Women and Islam in Early Modern English Literature

Women and Islam in Early Modern English Literature
Author: Bernadette Andrea
Publisher: Cambridge University Press
Total Pages: 196
Release: 2008-01-17
Genre: Literary Criticism
ISBN: 1139468022

In this innovative study, Bernadette Andrea focuses on the contributions of women and their writings in the early modern cultural encounters between England and the Islamic world. She examines previously neglected material, such as the diplomatic correspondence between Queen Elizabeth I and the Ottoman Queen Mother Safiye at the end of the sixteenth century, and resituates canonical accounts, including Lady Mary Wortley Montagu's travelogue of the Ottoman empire at the beginning of the eighteenth century. Her study advances our understanding of how women negotiated conflicting discourses of gender, orientalism, and imperialism at a time when the Ottoman empire was hugely powerful and England was still a marginal nation with limited global influence. This book is a significant contribution to critical and theoretical debates in literary and cultural, postcolonial, women's, and Middle Eastern studies.

The Cambridge Companion to African American Women's Literature

The Cambridge Companion to African American Women's Literature
Author: Angelyn Mitchell
Publisher: Cambridge University Press
Total Pages: 337
Release: 2009-04-30
Genre: Literary Collections
ISBN: 0521858887

The Cambridge Companion to African American Women's Literature covers a period dating back to the eighteenth century. These specially commissioned essays highlight the artistry, complexity and diversity of a literary tradition that ranges from Lucy Terry to Toni Morrison. A wide range of topics are addressed, from the Harlem Renaissance to the Black Arts Movement, and from the performing arts to popular fiction. Together, the essays provide an invaluable guide to a rich, complex tradition of women writers in conversation with each other as they critique American society and influence American letters. Accessible and vibrant, with the needs of undergraduate students in mind, this Companion will be of great interest to anybody who wishes to gain a deeper understanding of this important and vital area of American literature.

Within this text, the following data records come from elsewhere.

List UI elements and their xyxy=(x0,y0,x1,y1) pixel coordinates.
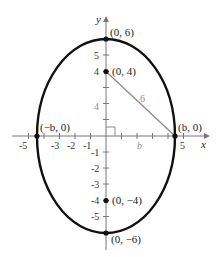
y-axis-label: y xyxy=(95,13,101,25)
y-tick-label: -4 xyxy=(91,195,99,206)
point-top-vertex xyxy=(103,36,108,41)
y-tick-label: -1 xyxy=(91,147,99,158)
bottom-focus-label: (0, −4) xyxy=(112,194,142,207)
point-bottom-vertex xyxy=(103,230,108,235)
hypotenuse-label: 6 xyxy=(140,93,145,104)
vertical-leg-label: 4 xyxy=(94,101,99,112)
y-tick-label: 4 xyxy=(94,66,99,77)
right-covertex-label: (b, 0) xyxy=(178,121,202,134)
ellipse-diagram: y x -5 -3 -2 -1 5 5 4 -1 -2 -3 -4 -5 6 4… xyxy=(0,0,221,257)
horizontal-leg-label: b xyxy=(137,140,142,151)
x-axis xyxy=(12,133,210,139)
point-bottom-focus xyxy=(103,198,108,203)
x-axis-label: x xyxy=(200,138,206,150)
diagram-canvas: y x -5 -3 -2 -1 5 5 4 -1 -2 -3 -4 -5 6 4… xyxy=(0,0,221,257)
y-tick-label: -2 xyxy=(91,163,99,174)
y-tick-label: -5 xyxy=(91,211,99,222)
point-top-focus xyxy=(103,69,108,74)
top-focus-label: (0, 4) xyxy=(112,65,136,78)
y-tick-label: -3 xyxy=(91,179,99,190)
y-axis xyxy=(103,16,109,250)
y-tick-label: 5 xyxy=(94,50,99,61)
x-tick-label: 5 xyxy=(180,140,185,151)
x-tick-label: -5 xyxy=(19,140,27,151)
top-vertex-label: (0, 6) xyxy=(110,26,134,39)
x-tick-label: -3 xyxy=(51,140,59,151)
point-left-covertex xyxy=(34,133,39,138)
bottom-vertex-label: (0, −6) xyxy=(111,233,141,246)
point-right-covertex xyxy=(172,133,177,138)
left-covertex-label: (−b, 0) xyxy=(40,121,70,134)
x-tick-label: -2 xyxy=(67,140,75,151)
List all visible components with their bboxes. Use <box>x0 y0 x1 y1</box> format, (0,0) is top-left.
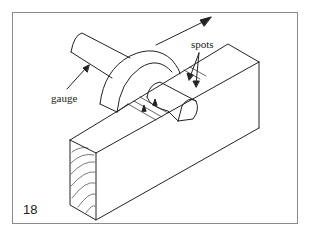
wood-block <box>70 44 259 220</box>
spots-label: spots <box>191 38 214 50</box>
spots-pointer-arrows <box>187 53 199 87</box>
end-grain-hatching <box>71 148 95 214</box>
marking-gauge-illustration <box>0 0 309 232</box>
gauge-pointer-arrow <box>67 65 89 89</box>
gauge-label: gauge <box>51 92 77 104</box>
figure-number: 18 <box>23 202 37 217</box>
gauge-stem <box>71 33 130 78</box>
gauge-head <box>100 51 180 112</box>
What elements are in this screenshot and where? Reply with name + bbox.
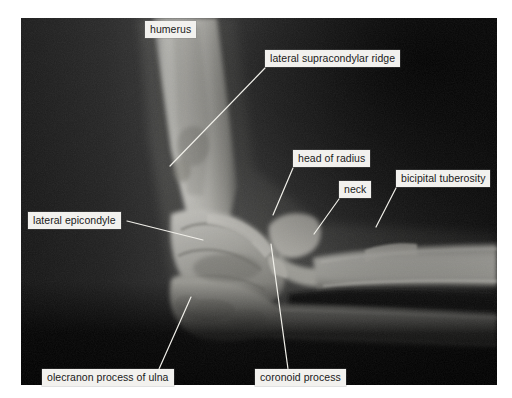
label-lateral-epicondyle: lateral epicondyle [28,212,121,229]
label-neck: neck [339,181,371,198]
label-lateral-supracondylar-ridge: lateral supracondylar ridge [265,50,400,67]
label-bicipital-tuberosity: bicipital tuberosity [396,170,490,187]
xray-photograph [21,18,497,385]
label-humerus: humerus [145,21,196,38]
label-coronoid-process: coronoid process [255,369,346,386]
label-olecranon-process-of-ulna: olecranon process of ulna [42,369,174,386]
anatomical-radiograph-figure: humerus lateral supracondylar ridge head… [0,0,512,398]
xray-image [21,18,497,385]
label-head-of-radius: head of radius [293,150,370,167]
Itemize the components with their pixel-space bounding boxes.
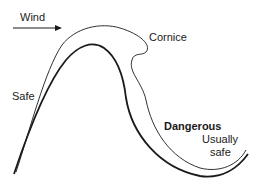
usually-safe-label-line2: safe xyxy=(210,146,231,158)
cornice-label: Cornice xyxy=(149,31,187,43)
wind-label: Wind xyxy=(20,11,45,23)
dangerous-label: Dangerous xyxy=(164,120,221,132)
safe-label: Safe xyxy=(12,90,35,102)
usually-safe-label-line1: Usually xyxy=(202,133,238,145)
wind-arrow-icon xyxy=(13,25,62,31)
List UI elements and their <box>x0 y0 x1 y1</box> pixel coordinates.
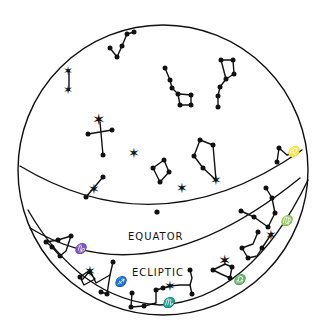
constellation-little-dipper <box>216 58 237 110</box>
svg-text:✶: ✶ <box>63 83 73 97</box>
constellation-orion-cross: ✶ <box>86 111 115 158</box>
constellation-gemini-stars: ✶ ✶ <box>63 64 73 97</box>
capricorn-symbol: ♑ <box>74 242 89 255</box>
ecliptic-line <box>30 178 300 255</box>
svg-text:✶: ✶ <box>63 64 73 78</box>
svg-text:✶: ✶ <box>84 264 96 279</box>
ecliptic-label: ECLIPTIC <box>132 267 184 278</box>
equator-label: EQUATOR <box>128 231 184 242</box>
constellation-auriga-line: ✶ <box>84 175 106 200</box>
libra-symbol: ♎ <box>233 273 248 286</box>
svg-text:✶: ✶ <box>92 111 105 128</box>
star-dot <box>154 209 159 214</box>
virgo-symbol: ♍ <box>280 214 295 227</box>
constellation-sagittarius: ✶ ♐ <box>78 260 130 297</box>
constellation-bootes: ✶ <box>192 138 223 189</box>
star-single: ✶ <box>128 146 140 161</box>
constellation-small-square <box>151 158 172 185</box>
sagittarius-symbol: ♐ <box>114 275 129 288</box>
svg-text:✶: ✶ <box>218 252 231 269</box>
constellation-capricorn: ♑ <box>44 234 90 259</box>
star-single-2: ✶ <box>176 181 188 196</box>
constellation-big-dipper <box>163 66 194 108</box>
svg-text:✶: ✶ <box>88 182 100 197</box>
equator-line <box>20 150 302 204</box>
svg-text:✶: ✶ <box>210 173 222 188</box>
svg-text:✶: ✶ <box>265 228 277 243</box>
celestial-sphere-diagram: EQUATOR ECLIPTIC ✶ ✶ ✶ ✶ ✶ <box>0 0 321 328</box>
svg-text:✶: ✶ <box>164 279 176 294</box>
scorpio-symbol: ♏ <box>162 296 177 309</box>
constellation-leo: ♌ <box>275 145 303 165</box>
constellation-virgo-area: ♍ <box>239 186 296 230</box>
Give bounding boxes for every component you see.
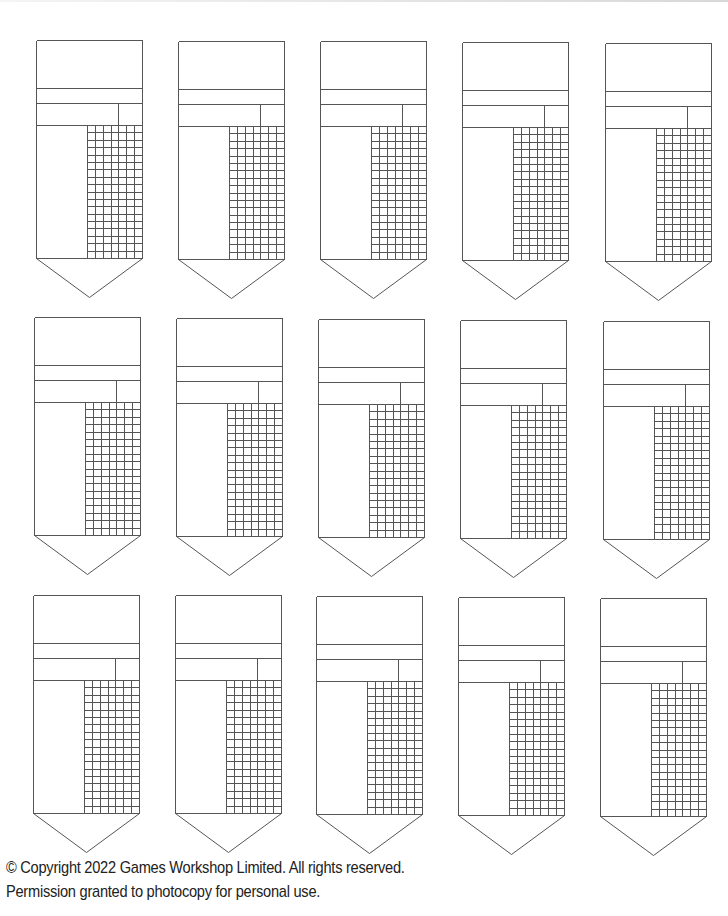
card-template-r3c4	[458, 597, 564, 855]
card-template-r2c5	[603, 321, 709, 579]
card-outline	[176, 318, 283, 576]
card-outline	[605, 43, 712, 301]
card-template-r1c5	[605, 43, 711, 301]
card-pointed-tip	[37, 259, 143, 298]
card-pointed-tip	[317, 815, 423, 854]
card-template-r3c1	[33, 595, 139, 853]
card-outline	[318, 319, 425, 577]
card-template-r1c1	[36, 40, 142, 298]
footer: © Copyright 2022 Games Workshop Limited.…	[6, 856, 405, 904]
card-pointed-tip	[606, 262, 712, 301]
card-pointed-tip	[461, 539, 567, 578]
card-template-r1c3	[320, 41, 426, 299]
card-template-r1c4	[462, 42, 568, 300]
card-outline	[316, 596, 423, 854]
card-pointed-tip	[319, 538, 425, 577]
card-template-r2c3	[318, 319, 424, 577]
card-template-r2c1	[34, 317, 140, 575]
card-template-r1c2	[178, 41, 284, 299]
card-template-r2c4	[460, 320, 566, 578]
card-outline	[33, 595, 140, 853]
card-outline	[460, 320, 567, 578]
copyright-notice: © Copyright 2022 Games Workshop Limited.…	[6, 856, 405, 880]
card-pointed-tip	[176, 814, 282, 853]
card-outline	[178, 41, 285, 299]
card-template-r2c2	[176, 318, 282, 576]
card-outline	[320, 41, 427, 299]
card-outline	[458, 597, 565, 855]
card-pointed-tip	[177, 537, 283, 576]
card-pointed-tip	[34, 814, 140, 853]
card-outline	[603, 321, 710, 579]
card-pointed-tip	[459, 816, 565, 855]
card-outline	[175, 595, 282, 853]
card-pointed-tip	[604, 540, 710, 579]
card-pointed-tip	[321, 260, 427, 299]
card-outline	[34, 317, 141, 575]
card-template-r3c3	[316, 596, 422, 854]
card-pointed-tip	[35, 536, 141, 575]
card-pointed-tip	[601, 817, 707, 856]
scan-edge-rule	[0, 0, 728, 2]
card-outline	[600, 598, 707, 856]
card-pointed-tip	[179, 260, 285, 299]
card-outline	[462, 42, 569, 300]
card-template-r3c2	[175, 595, 281, 853]
permission-notice: Permission granted to photocopy for pers…	[6, 880, 405, 904]
card-pointed-tip	[463, 261, 569, 300]
card-outline	[36, 40, 143, 298]
card-template-r3c5	[600, 598, 706, 856]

Writing, Gender and State in Early Modern England

Writing, Gender and State in Early Modern England
Author: Megan Matchinske
Publisher: Cambridge University Press
Total Pages: 265
Release: 1998-05-28
Genre: History
ISBN: 0521622549

The period from the Reformation to the English Civil War saw an evolving understanding of social identity in England. This book uses four illuminating case studies to chart a discursive shift from mid-sixteenth-century notions of an individually generated, spiritually motivated sense of identity, to Civil War perceptions of the self as inscribed by the state and inflected according to gender, a site of civil and sexual invigilation and control. Each centres on the work of an early modern woman writer in the act of self-definition and authorization, in relation to external powers such as the Church and the monarchy. Megan Matchinske's study illustrates the evolving relationships between public and private selves and the increasing role of gender in determining different identities for men and women. The conjunction of gender and statehood in Matchinske's analysis represents an original contribution to the study of early modern identity.